As I suggested in my diary, "We're So Lame", the Democrats would be much better off scrapping their "national security" lineup full of disgraced Iraq War hawks, and replacing the whole lot with Bacevich. More reasons why on the flip--and a suggestion about how we might change the direction of our country.
I want to avoid duplicating the excerpts in the clip above, so here's an excerpt from early in the interview, followed by a suggestion about what we might do to move ourselves in the direction of positive action:
ANDREW BACEVICH: Well, I've been troubled by the course of U.S. foreign policy for a long, long time. And I wrote the book in order to sort out my own thinking about where our basic problems lay. And I really reached the conclusion that our biggest problems are within.
I think there's a tendency on the part of policy makers and probably a tendency on the part of many Americans to think that the problems we face are problems that are out there somewhere, beyond our borders. And that if we can fix those problems, then we'll be able to continue the American way of life as it has long existed. I think it's fundamentally wrong. Our major problems are at home.
BILL MOYERS: So, this is a version of "Physician, heal thyself?"
ANDREW BACEVICH: Well, yes, "Physician, heal thyself," and you begin healing yourself by looking at yourself in the mirror and seeing yourself as you really are.
BILL MOYERS: Here is one of those neon sentences [highlighted by Moyers]. Quote, "The pursuit of freedom, as defined in an age of consumerism, has induced a condition of dependence on imported goods, on imported oil, and on credit. The chief desire of the American people," you write, "is that nothing should disrupt their access to these goods, that oil, and that credit.

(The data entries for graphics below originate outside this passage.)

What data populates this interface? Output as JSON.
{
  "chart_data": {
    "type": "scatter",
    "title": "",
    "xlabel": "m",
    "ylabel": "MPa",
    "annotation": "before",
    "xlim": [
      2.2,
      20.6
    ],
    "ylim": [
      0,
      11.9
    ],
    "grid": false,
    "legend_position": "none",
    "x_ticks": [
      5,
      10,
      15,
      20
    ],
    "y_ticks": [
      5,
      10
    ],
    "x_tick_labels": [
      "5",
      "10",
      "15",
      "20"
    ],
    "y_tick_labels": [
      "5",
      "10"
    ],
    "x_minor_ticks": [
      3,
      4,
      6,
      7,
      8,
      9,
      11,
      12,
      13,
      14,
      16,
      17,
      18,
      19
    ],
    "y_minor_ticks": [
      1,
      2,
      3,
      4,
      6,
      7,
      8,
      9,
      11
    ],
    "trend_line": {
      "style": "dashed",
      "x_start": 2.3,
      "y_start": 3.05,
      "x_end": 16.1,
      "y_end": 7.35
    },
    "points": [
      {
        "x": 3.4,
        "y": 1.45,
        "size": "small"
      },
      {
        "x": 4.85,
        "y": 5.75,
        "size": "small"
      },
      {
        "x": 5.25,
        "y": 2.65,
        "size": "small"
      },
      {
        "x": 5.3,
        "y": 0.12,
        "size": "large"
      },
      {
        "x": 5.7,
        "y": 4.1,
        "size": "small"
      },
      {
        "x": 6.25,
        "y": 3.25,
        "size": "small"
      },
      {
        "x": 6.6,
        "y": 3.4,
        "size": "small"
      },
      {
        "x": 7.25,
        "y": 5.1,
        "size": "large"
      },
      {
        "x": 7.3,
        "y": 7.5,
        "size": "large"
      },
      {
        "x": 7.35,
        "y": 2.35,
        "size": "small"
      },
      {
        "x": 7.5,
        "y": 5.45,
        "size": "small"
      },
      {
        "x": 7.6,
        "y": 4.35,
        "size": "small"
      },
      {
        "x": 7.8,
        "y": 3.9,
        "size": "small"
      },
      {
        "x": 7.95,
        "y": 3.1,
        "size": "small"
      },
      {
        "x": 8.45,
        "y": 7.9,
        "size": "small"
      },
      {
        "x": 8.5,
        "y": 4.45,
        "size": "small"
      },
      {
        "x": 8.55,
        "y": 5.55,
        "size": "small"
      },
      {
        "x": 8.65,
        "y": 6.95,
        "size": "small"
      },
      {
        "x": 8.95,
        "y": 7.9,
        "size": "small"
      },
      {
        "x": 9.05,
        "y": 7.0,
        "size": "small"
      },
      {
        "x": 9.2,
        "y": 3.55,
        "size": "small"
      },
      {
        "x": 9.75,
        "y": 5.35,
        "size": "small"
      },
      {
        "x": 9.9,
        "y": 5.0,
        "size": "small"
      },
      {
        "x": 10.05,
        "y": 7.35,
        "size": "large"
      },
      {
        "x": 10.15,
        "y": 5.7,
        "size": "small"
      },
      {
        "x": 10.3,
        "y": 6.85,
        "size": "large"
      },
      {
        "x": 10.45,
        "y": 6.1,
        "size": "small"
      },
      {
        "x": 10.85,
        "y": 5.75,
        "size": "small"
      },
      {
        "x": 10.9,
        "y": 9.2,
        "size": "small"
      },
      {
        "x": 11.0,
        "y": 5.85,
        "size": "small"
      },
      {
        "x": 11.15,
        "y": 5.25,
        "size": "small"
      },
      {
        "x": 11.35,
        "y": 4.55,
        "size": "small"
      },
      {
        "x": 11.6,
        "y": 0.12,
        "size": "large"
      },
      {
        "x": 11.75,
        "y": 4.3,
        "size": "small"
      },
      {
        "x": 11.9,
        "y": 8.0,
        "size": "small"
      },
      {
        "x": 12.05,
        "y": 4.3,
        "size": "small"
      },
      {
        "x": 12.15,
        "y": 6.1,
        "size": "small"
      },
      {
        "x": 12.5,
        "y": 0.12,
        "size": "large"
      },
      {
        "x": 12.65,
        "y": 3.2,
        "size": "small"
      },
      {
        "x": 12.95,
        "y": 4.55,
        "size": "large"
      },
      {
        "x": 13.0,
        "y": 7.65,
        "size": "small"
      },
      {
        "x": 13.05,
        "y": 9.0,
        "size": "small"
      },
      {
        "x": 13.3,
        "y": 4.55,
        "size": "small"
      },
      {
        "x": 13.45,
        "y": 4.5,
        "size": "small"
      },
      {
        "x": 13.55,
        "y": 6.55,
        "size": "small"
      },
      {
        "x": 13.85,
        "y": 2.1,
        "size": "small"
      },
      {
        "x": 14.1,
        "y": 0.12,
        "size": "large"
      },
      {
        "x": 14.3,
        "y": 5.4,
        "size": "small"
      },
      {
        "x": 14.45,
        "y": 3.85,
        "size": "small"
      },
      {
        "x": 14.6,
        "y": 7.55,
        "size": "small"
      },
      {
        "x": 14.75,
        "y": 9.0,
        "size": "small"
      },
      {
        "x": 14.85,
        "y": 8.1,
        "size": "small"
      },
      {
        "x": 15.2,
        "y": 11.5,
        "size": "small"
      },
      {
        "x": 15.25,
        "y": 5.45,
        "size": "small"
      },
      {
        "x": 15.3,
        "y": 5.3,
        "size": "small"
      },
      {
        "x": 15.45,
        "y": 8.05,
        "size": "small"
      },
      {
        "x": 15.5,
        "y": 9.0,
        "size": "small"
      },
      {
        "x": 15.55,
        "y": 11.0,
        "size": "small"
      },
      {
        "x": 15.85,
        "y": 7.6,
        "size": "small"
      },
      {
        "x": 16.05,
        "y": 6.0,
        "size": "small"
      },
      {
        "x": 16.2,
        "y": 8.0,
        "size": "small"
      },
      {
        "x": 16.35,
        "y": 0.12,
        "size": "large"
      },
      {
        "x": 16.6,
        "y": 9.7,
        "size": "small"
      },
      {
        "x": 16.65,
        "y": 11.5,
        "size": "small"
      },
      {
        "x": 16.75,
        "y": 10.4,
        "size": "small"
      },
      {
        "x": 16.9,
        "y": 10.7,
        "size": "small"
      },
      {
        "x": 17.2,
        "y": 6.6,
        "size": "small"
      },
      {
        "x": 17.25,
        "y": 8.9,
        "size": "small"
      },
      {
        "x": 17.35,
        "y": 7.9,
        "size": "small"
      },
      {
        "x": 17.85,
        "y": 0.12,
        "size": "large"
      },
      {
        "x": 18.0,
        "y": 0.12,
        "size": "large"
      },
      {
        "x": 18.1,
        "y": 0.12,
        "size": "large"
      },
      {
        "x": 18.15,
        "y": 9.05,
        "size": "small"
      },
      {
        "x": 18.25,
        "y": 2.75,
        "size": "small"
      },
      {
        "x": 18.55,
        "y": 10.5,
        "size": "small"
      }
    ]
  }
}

The chief aim of the U.S. government is to satisfy that desire, which it does in part of through the distribution of largesse here at home, and in part through the pursuit of imperial ambitions abroad." In other words, you're saying that our foreign policy is the result of a dependence on consumer goods and credit.
ANDREW BACEVICH: Our foreign policy is not something simply concocted by people in Washington D.C. and imposed on us. Our foreign policy is something that is concocted in Washington D.C., but it reflects the perceptions of our political elite about what we want, we the people want. And what we want, by and large - I mean, one could point to many individual exceptions - but, what we want, by and large is, we want this continuing flow of very cheap consumer goods.
We want to be able to pump gas into our cars regardless of how big they may happen to be, in order to be able to drive wherever we want to be able to drive. And we want to be able to do these things without having to think about whether or not the book's balanced at the end of the month, or the end of the fiscal year. And therefore, we want this unending line of credit.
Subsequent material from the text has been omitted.